Sign Up

Sign Up to our social questions and Answers Engine to ask questions, answer people’s questions, and connect with other people.

Have an account? Sign In

Have an account? Sign In Now

Sign In

Login to our social questions & Answers Engine to ask questions answer people’s questions & connect with other people.

Sign Up Here

Forgot Password?

Don't have account, Sign Up Here

Forgot Password

Lost your password? Please enter your email address. You will receive a link and will create a new password via email.

Have an account? Sign In Now

You must login to ask a question.

Forgot Password?

Need An Account, Sign Up Here

Please briefly explain why you feel this question should be reported.

Please briefly explain why you feel this answer should be reported.

Please briefly explain why you feel this user should be reported.

Sign InSign Up

The Archive Base

The Archive Base Logo The Archive Base Logo

The Archive Base Navigation

  • Home
  • SEARCH
  • About Us
  • Blog
  • Contact Us
Search
Ask A Question

Mobile menu

Close
Ask a Question
  • Home
  • Add group
  • Groups page
  • Feed
  • User Profile
  • Communities
  • Questions
    • New Questions
    • Trending Questions
    • Must read Questions
    • Hot Questions
  • Polls
  • Tags
  • Badges
  • Buy Points
  • Users
  • Help
  • Buy Theme
  • SEARCH
Home/ Questions/Q 9070741
In Process

The Archive Base Latest Questions

Editorial Team
  • 0
Editorial Team
Asked: June 16, 20262026-06-16T17:45:37+00:00 2026-06-16T17:45:37+00:00

I am looking for a good tutorial on XML pull processing (e.g. StAX) using

  • 0

I am looking for a good tutorial on XML pull processing (e.g. StAX) using a functional approach — no mutable values.

I am imagining that it will involve lots of recursive procedures that process interesting elements and bypass uninteresting ones.

Scala code would be preferable, but I can probably make my way through algorithms in any of the functional languages.

Any ideas or suggestions?

  • 1 1 Answer
  • 0 Views
  • 0 Followers
  • 0
Share
  • Facebook
  • Report

Leave an answer
Cancel reply

You must login to add an answer.

Forgot Password?

Need An Account, Sign Up Here

1 Answer

  • Voted
  • Oldest
  • Recent
  • Random
  1. Editorial Team
    Editorial Team
    2026-06-16T17:45:39+00:00Added an answer on June 16, 2026 at 5:45 pm

    Scales Xml Pull Parsing provides a simple abstraction over pull parsing (via stax and Scalaz Iteratees). Version 0.5 also adds asynchronous pull parsing to the mix.

    There is plenty of code in the above mix but it would be great if you could say what kind of xml structure you are processing, it may help make other suggestions.

    • 0
    • Reply
    • Share
      Share
      • Share on Facebook
      • Share on Twitter
      • Share on LinkedIn
      • Share on WhatsApp
      • Report

Sidebar

Related Questions

I am simply looking for a good tutorial that will walk me through how
Looking for a good tutorial on how to update a mysql database using a
I'm looking for a good example project/tutorial that show the Kiwi testing framework in
I'm looking for a good tutorial/article that explains the exact sequence of events that
I am looking for a good tutorial or book that explains how to process
I am looking for a good tutorial or sample that implements Google Checkout with
I'm looking for a good tutorial website that teachers the functions of Android with
I am looking for a good ajax pagination tutorial that uses jQuery, PHP, and
I'm looking for a good cucumber tutorial that doesn't force me to use rails.
I am looking for a good tutorial that shows step-by-step how to do create

Explore

  • Home
  • Add group
  • Groups page
  • Communities
  • Questions
    • New Questions
    • Trending Questions
    • Must read Questions
    • Hot Questions
  • Polls
  • Tags
  • Badges
  • Users
  • Help
  • SEARCH

Footer

© 2021 The Archive Base. All Rights Reserved
With Love by The Archive Base

Insert/edit link

Enter the destination URL

Or link to existing content

    No search term specified. Showing recent items. Search or use up and down arrow keys to select an item.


## Exercise brief
List all lines of the data containing the word "major".

* * * *

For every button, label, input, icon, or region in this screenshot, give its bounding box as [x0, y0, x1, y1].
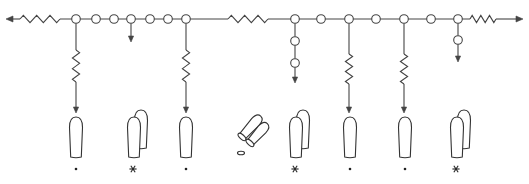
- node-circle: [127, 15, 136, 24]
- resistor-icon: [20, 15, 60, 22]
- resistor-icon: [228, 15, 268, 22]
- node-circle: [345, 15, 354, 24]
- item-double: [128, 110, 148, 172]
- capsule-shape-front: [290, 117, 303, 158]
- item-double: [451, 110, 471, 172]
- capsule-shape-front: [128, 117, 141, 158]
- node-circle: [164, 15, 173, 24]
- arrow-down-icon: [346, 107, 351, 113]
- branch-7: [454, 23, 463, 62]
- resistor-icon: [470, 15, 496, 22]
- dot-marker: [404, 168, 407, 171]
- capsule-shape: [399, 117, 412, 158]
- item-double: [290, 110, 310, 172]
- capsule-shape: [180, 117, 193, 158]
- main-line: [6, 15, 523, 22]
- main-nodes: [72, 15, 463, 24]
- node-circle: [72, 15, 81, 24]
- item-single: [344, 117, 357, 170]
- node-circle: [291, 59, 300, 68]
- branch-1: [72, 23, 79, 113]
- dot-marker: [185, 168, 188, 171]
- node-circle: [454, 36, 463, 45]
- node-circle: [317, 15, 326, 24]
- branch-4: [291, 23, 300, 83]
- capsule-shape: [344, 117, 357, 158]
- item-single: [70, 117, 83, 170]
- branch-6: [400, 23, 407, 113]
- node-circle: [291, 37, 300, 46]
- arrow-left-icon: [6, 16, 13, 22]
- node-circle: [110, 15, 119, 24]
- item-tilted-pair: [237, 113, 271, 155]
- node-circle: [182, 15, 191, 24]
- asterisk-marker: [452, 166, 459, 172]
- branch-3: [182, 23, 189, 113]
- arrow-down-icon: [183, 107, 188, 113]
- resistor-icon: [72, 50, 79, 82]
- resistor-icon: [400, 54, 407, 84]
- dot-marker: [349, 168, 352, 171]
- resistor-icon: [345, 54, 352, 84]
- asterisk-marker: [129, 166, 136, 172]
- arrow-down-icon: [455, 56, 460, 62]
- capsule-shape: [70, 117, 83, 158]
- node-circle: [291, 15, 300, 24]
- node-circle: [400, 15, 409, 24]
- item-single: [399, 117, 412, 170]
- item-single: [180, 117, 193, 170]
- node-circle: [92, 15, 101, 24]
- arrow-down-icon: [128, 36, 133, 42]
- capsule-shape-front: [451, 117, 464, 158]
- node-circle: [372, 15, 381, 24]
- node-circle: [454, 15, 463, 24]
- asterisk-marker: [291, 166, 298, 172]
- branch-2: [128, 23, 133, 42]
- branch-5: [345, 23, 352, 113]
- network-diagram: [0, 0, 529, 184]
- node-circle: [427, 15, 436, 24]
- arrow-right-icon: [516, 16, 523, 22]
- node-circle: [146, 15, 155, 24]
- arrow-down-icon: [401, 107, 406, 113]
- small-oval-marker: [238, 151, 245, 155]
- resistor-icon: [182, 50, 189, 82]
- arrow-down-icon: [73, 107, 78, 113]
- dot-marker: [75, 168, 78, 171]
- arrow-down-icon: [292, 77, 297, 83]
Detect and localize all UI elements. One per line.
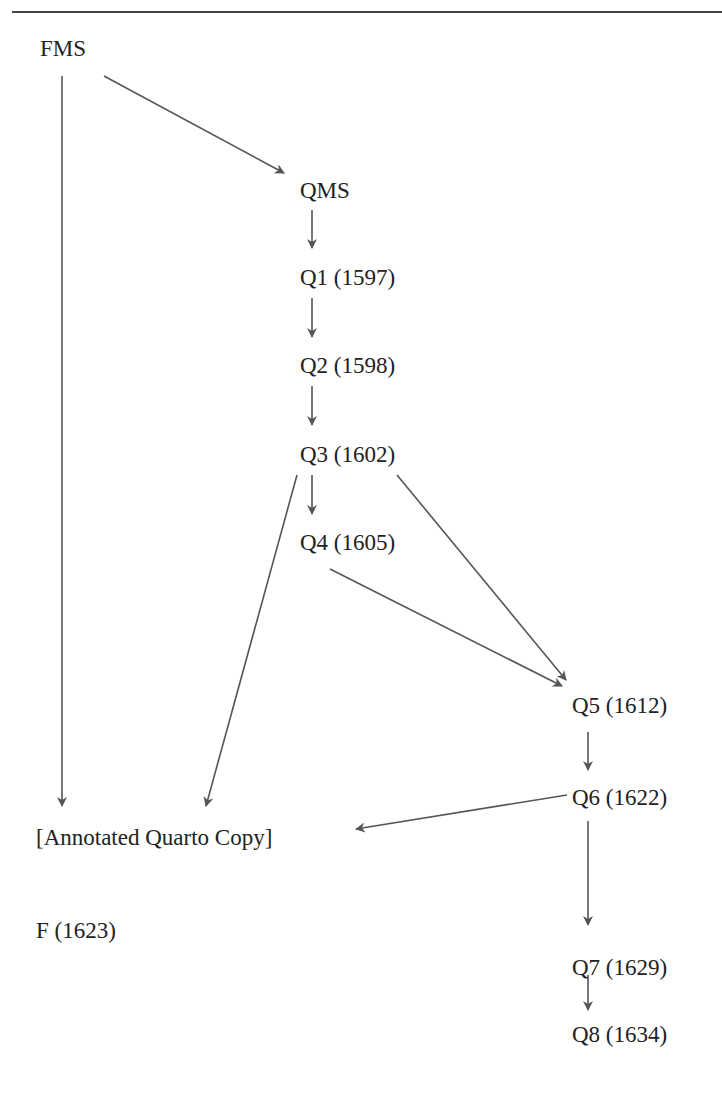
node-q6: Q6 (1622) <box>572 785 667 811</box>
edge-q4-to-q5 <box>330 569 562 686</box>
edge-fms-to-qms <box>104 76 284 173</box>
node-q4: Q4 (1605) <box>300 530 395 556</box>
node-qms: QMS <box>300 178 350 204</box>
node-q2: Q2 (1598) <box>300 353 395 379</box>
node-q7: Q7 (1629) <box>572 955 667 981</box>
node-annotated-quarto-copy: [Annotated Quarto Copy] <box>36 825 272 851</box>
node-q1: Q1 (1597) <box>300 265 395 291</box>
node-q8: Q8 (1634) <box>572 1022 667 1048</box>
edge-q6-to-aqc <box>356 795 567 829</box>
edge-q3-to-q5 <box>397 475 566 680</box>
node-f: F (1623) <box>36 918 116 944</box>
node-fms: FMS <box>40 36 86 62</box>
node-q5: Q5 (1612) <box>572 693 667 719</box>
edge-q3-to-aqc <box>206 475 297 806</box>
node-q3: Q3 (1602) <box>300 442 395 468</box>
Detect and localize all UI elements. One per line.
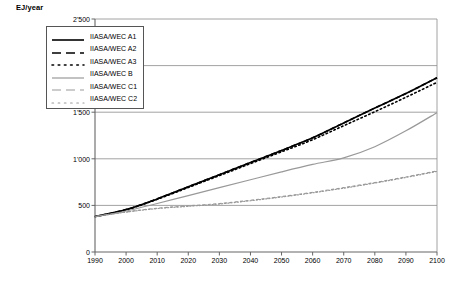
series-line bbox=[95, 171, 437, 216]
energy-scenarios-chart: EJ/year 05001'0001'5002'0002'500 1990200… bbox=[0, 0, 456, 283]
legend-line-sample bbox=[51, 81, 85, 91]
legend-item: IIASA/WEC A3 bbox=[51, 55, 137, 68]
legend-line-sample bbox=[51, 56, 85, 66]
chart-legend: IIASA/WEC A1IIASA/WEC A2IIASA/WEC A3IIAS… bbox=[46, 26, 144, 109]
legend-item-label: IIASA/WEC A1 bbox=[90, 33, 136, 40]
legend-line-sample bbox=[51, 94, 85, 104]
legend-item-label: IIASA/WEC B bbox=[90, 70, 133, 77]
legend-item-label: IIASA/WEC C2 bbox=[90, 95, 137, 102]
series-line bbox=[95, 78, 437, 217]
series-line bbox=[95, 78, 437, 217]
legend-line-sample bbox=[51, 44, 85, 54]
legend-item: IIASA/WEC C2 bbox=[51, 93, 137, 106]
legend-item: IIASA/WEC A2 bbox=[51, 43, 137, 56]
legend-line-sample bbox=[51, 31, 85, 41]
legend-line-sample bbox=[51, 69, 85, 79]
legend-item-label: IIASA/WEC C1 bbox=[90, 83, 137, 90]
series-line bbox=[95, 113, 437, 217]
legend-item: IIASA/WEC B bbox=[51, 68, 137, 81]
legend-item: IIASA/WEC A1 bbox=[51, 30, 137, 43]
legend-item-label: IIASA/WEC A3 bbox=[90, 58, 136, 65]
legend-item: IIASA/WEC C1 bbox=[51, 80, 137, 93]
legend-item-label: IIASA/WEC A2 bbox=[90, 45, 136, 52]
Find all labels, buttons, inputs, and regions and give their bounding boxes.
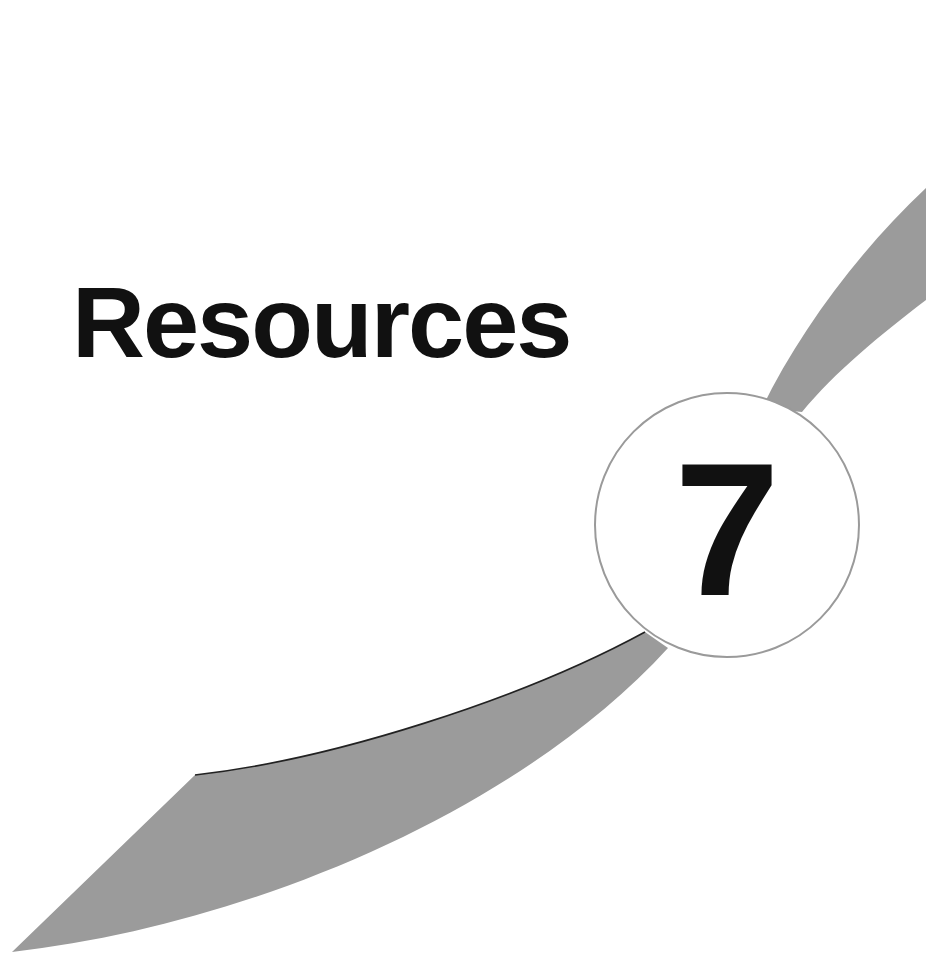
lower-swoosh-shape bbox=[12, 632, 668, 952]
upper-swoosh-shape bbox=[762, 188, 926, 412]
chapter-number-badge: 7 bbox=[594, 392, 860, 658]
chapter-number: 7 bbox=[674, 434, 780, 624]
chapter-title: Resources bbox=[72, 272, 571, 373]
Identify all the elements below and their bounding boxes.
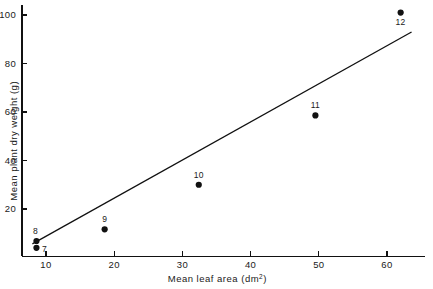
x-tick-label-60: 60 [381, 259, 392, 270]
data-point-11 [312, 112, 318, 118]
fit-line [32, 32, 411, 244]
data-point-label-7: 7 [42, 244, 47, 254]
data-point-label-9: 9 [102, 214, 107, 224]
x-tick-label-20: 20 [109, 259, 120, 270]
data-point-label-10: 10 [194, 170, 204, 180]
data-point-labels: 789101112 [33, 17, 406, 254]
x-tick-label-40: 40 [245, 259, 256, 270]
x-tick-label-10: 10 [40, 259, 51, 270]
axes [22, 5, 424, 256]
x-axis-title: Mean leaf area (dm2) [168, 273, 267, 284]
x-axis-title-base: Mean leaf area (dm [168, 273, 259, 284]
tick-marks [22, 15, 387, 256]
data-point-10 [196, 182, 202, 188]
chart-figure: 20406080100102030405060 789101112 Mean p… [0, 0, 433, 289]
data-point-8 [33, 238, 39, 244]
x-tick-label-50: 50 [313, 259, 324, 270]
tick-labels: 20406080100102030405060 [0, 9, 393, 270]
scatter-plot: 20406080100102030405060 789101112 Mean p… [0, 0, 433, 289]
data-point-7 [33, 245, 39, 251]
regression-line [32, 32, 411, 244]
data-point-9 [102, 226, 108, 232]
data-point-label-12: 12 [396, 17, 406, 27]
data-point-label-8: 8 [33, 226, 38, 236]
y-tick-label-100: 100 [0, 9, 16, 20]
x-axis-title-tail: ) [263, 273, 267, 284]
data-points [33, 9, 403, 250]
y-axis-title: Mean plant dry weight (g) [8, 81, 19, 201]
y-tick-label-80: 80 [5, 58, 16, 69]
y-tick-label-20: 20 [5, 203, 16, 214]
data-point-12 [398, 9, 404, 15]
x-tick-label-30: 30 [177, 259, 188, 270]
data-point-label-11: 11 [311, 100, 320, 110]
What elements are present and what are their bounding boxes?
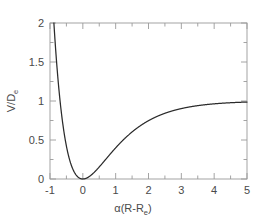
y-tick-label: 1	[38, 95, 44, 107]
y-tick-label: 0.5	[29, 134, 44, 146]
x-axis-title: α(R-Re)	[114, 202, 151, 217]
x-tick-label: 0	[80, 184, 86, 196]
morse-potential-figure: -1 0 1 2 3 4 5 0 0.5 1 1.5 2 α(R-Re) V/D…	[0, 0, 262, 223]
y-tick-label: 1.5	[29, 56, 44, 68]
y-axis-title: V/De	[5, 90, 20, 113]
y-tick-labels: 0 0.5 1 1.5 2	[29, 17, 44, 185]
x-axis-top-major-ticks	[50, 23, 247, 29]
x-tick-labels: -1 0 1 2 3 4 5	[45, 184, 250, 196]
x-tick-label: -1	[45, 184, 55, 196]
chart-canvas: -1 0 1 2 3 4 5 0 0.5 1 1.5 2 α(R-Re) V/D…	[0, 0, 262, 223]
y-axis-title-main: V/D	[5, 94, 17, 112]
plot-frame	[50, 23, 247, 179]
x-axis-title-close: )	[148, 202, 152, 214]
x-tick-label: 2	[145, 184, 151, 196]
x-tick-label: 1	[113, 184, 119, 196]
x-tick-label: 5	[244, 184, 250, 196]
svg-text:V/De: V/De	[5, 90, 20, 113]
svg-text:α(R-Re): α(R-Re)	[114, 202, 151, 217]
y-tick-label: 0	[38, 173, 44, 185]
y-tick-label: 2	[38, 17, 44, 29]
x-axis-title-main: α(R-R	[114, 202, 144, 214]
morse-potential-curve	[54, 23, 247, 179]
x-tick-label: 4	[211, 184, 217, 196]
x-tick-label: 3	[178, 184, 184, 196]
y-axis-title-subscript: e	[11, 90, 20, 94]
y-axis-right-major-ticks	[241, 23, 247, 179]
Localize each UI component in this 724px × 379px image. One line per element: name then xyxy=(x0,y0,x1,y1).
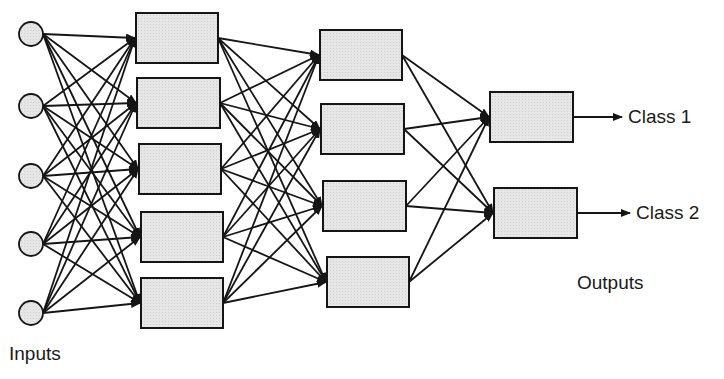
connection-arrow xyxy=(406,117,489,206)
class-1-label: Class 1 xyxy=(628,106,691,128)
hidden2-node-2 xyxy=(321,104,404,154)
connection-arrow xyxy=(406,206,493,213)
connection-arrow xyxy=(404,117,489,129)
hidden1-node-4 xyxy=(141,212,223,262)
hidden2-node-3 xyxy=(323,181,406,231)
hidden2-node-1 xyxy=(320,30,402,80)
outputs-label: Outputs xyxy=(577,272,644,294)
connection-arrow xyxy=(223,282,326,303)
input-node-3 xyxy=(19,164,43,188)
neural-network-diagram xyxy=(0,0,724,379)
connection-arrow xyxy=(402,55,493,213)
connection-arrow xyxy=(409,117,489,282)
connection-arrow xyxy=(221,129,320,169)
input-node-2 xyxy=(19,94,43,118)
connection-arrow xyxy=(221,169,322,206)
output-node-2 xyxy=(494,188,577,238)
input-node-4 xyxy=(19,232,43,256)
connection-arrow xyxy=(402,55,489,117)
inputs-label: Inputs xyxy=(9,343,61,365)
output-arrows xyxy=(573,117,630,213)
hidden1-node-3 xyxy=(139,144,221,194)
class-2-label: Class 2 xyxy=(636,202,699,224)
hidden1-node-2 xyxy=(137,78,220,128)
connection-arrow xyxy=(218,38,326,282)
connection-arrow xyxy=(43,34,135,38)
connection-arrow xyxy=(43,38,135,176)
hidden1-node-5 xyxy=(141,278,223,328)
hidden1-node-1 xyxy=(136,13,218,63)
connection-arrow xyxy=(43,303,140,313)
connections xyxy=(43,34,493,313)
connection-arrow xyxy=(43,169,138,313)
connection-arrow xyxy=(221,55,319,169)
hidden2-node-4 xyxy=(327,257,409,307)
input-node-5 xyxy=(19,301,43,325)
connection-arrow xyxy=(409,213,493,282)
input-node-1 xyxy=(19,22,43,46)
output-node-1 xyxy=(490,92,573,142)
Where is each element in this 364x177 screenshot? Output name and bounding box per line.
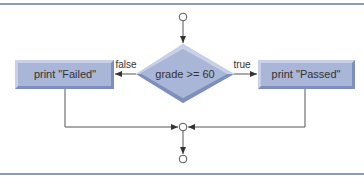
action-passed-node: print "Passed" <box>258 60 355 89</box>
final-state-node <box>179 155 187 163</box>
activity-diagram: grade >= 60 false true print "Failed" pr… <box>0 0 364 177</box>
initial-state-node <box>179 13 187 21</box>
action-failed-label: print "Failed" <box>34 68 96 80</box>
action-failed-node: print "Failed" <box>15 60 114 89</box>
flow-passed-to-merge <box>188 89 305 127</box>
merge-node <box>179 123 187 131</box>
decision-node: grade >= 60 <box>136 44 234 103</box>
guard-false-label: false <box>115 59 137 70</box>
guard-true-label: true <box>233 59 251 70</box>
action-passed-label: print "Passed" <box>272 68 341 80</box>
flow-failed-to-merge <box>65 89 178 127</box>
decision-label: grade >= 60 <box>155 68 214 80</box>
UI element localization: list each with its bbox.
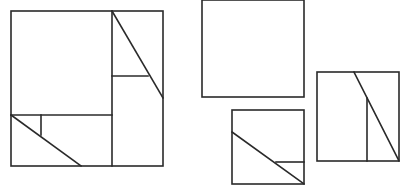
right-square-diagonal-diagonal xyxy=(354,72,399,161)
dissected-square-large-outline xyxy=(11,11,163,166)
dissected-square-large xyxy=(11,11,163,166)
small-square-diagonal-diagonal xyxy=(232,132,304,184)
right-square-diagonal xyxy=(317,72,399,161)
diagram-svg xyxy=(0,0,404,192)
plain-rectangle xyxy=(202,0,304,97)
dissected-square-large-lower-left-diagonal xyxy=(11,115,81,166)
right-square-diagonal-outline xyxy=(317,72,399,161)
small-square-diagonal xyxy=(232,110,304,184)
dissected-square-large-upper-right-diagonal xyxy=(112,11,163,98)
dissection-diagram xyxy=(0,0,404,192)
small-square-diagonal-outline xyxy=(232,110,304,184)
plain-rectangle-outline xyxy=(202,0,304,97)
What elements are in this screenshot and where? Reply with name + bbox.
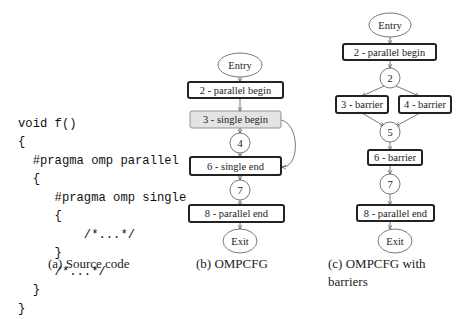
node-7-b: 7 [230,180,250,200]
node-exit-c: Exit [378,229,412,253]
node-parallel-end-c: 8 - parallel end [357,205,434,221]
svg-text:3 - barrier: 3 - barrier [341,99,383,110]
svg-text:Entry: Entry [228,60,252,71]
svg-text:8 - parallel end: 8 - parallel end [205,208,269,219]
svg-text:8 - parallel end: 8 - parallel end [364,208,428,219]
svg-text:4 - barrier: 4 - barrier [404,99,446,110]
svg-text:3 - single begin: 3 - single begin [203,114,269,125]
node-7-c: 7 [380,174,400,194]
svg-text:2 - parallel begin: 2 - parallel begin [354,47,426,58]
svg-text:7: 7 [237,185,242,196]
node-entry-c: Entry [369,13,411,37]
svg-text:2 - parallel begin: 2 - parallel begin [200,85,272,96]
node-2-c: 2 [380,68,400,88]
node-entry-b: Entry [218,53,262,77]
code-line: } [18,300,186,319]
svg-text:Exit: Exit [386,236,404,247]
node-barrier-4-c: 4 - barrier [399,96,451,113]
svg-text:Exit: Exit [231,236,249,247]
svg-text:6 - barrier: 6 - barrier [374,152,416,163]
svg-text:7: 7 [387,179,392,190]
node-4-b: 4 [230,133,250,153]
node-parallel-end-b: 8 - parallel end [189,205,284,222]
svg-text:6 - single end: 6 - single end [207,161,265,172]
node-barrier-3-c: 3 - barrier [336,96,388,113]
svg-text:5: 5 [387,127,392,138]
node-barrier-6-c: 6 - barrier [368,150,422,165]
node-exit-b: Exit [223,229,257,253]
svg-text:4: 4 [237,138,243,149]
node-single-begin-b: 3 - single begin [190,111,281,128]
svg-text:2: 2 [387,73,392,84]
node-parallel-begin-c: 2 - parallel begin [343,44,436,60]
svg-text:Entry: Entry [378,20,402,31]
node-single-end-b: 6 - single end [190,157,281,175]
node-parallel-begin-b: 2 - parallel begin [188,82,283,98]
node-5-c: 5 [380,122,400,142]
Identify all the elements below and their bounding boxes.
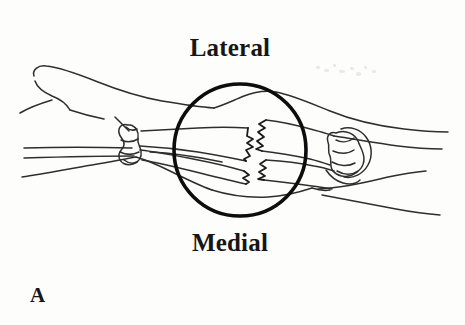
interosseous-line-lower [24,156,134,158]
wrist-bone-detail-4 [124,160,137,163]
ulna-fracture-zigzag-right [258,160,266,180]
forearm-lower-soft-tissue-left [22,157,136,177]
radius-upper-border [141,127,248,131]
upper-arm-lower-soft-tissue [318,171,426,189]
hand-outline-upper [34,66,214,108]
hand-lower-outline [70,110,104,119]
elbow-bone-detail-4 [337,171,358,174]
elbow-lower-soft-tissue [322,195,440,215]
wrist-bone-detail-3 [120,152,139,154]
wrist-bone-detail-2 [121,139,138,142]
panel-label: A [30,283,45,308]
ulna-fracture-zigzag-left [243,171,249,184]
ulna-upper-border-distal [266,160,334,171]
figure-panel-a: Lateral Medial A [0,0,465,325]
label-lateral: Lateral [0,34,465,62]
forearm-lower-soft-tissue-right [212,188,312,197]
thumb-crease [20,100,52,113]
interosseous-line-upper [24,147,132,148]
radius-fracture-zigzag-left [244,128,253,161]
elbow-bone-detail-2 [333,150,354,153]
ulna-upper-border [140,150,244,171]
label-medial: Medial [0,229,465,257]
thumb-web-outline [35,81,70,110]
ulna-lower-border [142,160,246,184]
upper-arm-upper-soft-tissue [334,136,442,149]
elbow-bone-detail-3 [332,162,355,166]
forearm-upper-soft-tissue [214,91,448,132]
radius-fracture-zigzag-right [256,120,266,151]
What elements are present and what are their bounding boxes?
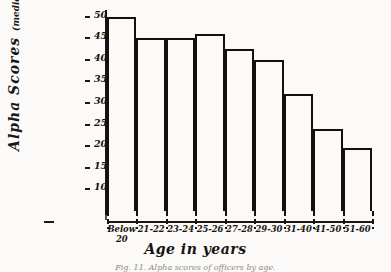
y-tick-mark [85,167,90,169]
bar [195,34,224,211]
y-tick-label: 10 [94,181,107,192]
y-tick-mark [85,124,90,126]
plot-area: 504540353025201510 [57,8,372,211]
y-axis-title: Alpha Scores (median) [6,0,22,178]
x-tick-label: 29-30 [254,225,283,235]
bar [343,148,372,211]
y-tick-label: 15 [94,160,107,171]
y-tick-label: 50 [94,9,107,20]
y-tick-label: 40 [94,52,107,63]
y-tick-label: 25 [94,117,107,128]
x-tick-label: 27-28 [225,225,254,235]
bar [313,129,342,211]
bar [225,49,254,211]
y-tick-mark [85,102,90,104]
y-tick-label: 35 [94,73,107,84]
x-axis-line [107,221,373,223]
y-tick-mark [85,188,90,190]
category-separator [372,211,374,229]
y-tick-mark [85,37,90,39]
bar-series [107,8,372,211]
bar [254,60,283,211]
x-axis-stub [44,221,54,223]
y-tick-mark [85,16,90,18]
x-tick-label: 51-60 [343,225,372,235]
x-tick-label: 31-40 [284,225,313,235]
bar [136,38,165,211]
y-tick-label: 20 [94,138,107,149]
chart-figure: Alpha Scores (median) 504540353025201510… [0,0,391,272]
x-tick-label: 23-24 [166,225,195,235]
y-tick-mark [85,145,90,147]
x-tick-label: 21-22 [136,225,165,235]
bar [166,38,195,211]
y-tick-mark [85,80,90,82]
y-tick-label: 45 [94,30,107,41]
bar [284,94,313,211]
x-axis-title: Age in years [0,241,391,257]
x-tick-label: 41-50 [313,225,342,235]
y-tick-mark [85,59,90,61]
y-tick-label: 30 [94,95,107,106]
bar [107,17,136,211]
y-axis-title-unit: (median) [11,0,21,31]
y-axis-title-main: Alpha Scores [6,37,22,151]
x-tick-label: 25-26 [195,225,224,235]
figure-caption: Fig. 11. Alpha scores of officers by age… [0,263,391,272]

* * * *

## Output for this task
x-axis-top-major-ticks	[50, 23, 247, 29]
y-axis-right-major-ticks	[241, 23, 247, 179]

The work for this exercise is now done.